As far as numbers go, looking at the totality of my boot log, I had 30 boots with successful ethernet and 17 boots without successful ethernet (this was before my bisect test which added a lot of additional boots), which equates to about a 36% failure rate.

I tried a minimal USB setup exactly once; removed USB strip, USB controller, audio interface, and mouse, leaving just the keyboard plugged in, but that had a ethernet failure on my first attempt.

I’m seeing this on 3.04. (Upgraded from 3.03, totally fresh ubuntu install, got the desktop less than a week ago)

To follow up on Devin’s investigation, I’d like to add that I’m seeing this when I turn the device on in “headless” mode – Only things physically connected to the desktop are a power cable and the ethernet cable (Known good ethernet cable).

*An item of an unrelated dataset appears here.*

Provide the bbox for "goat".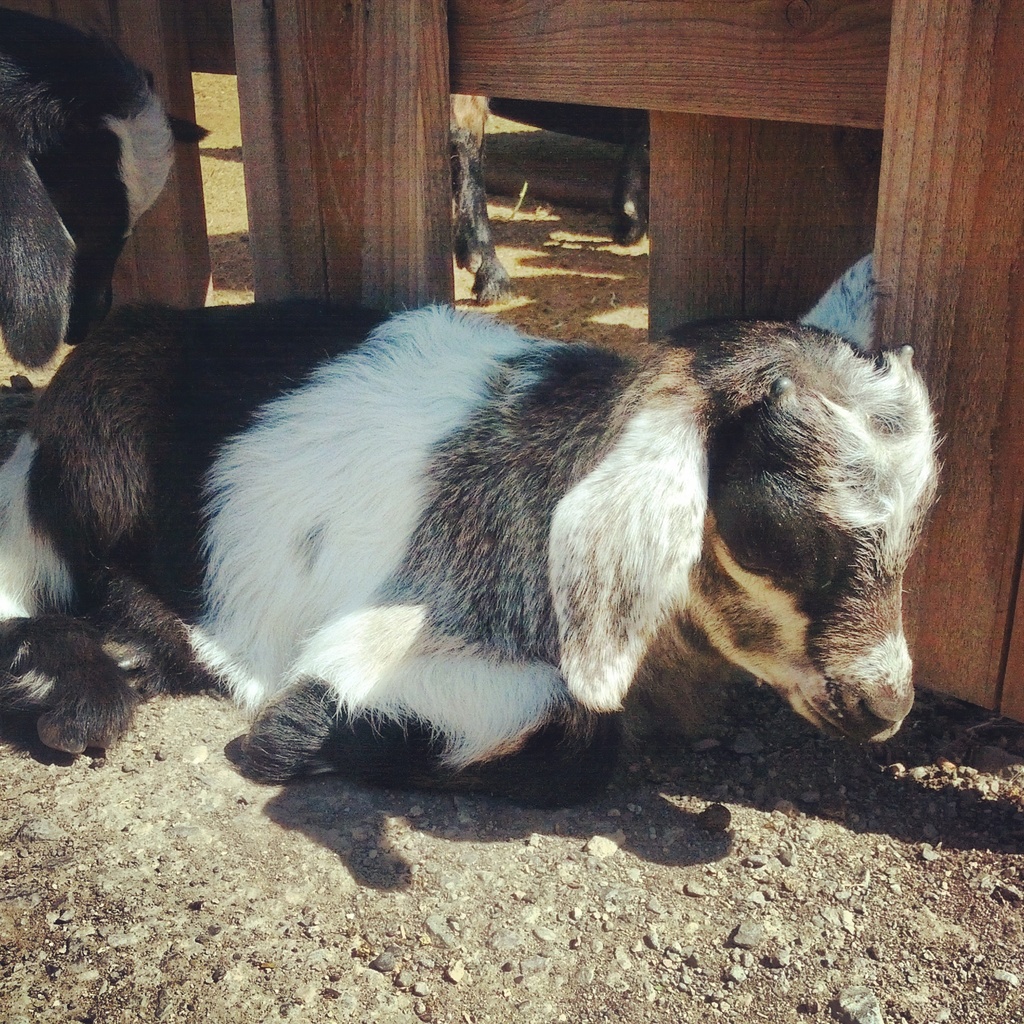
region(102, 347, 972, 774).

When I connect via wifi and run ip a it shows me a valid private network address on the wifi network, but a 169.254.x.x address for my ethernet adapter. Copy/paste:

—-
alex@magrathea ~ % ip a
1: lo: <LOOPBACK,UP,LOWER_UP> mtu 65536 qdisc noqueue state UNKNOWN group default qlen 1000
link/loopback 00:00:00:00:00:00 brd 00:00:00:00:00:00
inet 127.0.0.1/8 scope host lo
valid_lft forever preferred_lft forever
inet6 ::1/128 scope host noprefixroute
valid_lft forever preferred_lft forever
2: enp191s0: <BROADCAST,MULTICAST,UP,LOWER_UP> mtu 1500 qdisc fq_codel state UP group default qlen 1000
link/ether 9c:bf:0d:01:18:65 brd ff:ff:ff:ff:ff:ff
inet 169.254.6.89/16 brd 169.254.255.255 scope link noprefixroute enp191s0
valid_lft forever preferred_lft forever
inet6 fd38:1098:e4fa:a769:b381:932e:1628:451e/64 scope global temporary dynamic
valid_lft 1790sec preferred_lft 1790sec
inet6 fd38:1098:e4fa:a769:9ebf:dff:fe01:1865/64 scope global dynamic mngtmpaddr proto kernel_ra
valid_lft 1790sec preferred_lft 1790sec
inet6 2600:1702:5088:9e0f:4a58:4691:3163:a1a9/64 scope global temporary dynamic
valid_lft 3453sec preferred_lft 153sec
inet6 2600:1702:5088:9e0f:9ebf:dff:fe01:1865/64 scope global dynamic mngtmpaddr proto kernel_ra
valid_lft 3453sec preferred_lft 153sec
inet6 fe80::9ebf:dff:fe01:1865/64 scope link proto kernel_ll
valid_lft forever preferred_lft forever
3: wlp192s0: <BROADCAST,MULTICAST,UP,LOWER_UP> mtu 1500 qdisc noqueue state UP group default qlen 1000
link/ether f4:4e:b4:77:eb:6f brd ff:ff:ff:ff:ff:ff
altname wlxf44eb477eb6f
inet 192.168.2.51/24 brd 192.168.2.255 scope global dynamic noprefixroute wlp192s0
valid_lft 86385sec preferred_lft 86385sec
inet6 2600:1702:5088:9e0f:6b90:6372:5a15:e3b1/64 scope global temporary dynamic
valid_lft 3453sec preferred_lft 153sec
inet6 2600:1702:5088:9e0f:450e:713a:7e71:6cde/64 scope global dynamic mngtmpaddr noprefixroute
valid_lft 3453sec preferred_lft 153sec
inet6 fd38:1098:e4fa:a769:a7ed:410e:5b9e:31ae/64 scope global temporary dynamic
valid_lft 1791sec preferred_lft 1791sec
inet6 fd38:1098:e4fa:a769:f68a:e4d4:9001:c300/64 scope global dynamic mngtmpaddr noprefixroute
valid_lft 1791sec preferred_lft 1791sec
inet6 fe80::4dcd:3ccd:e0cf:7c94/64 scope link noprefixroute
valid_lft forever preferred_lft forever
——-

That said, once the machine is on and in this state, if I run sudo nmcli device modify enp191s0 ipv4.method auto. It “kicks” the ethernet adapter (in my case enp191s0 ) and triggers it to do a proper DHCP lookup, and suddenly I’m connected.

My first attempt at solving this was assuming there was either something in ubuntu or my networking router that was getting cranky at the one machine for trying to connect to the same network twice (once for ethernet, once for wifi), so I disabled wifi and restarted, and… it didn’t have any connection at all. So it’s not that either :smiley:

This sounds like a different issue from the one that Devin and I are having.

For us, the Ethernet device appears entirely absent. There is no pci device, thus no “enp191s0” or equivalent appears if we type “ip a”, and there is nothing to reset or execute commands on. It’s just gone sometimes.

(of course, that being said, your problem still could be related somehow, and I hope you or the Framework folks eventually find a fix!)

I still haven’t resolved my own problem, but at least I can live with it - I’m mostly using the computer as a server, so on the rare occasion I have to shut it down, rebooting it a few times until I have working ethernet is a nuisance but not a disaster.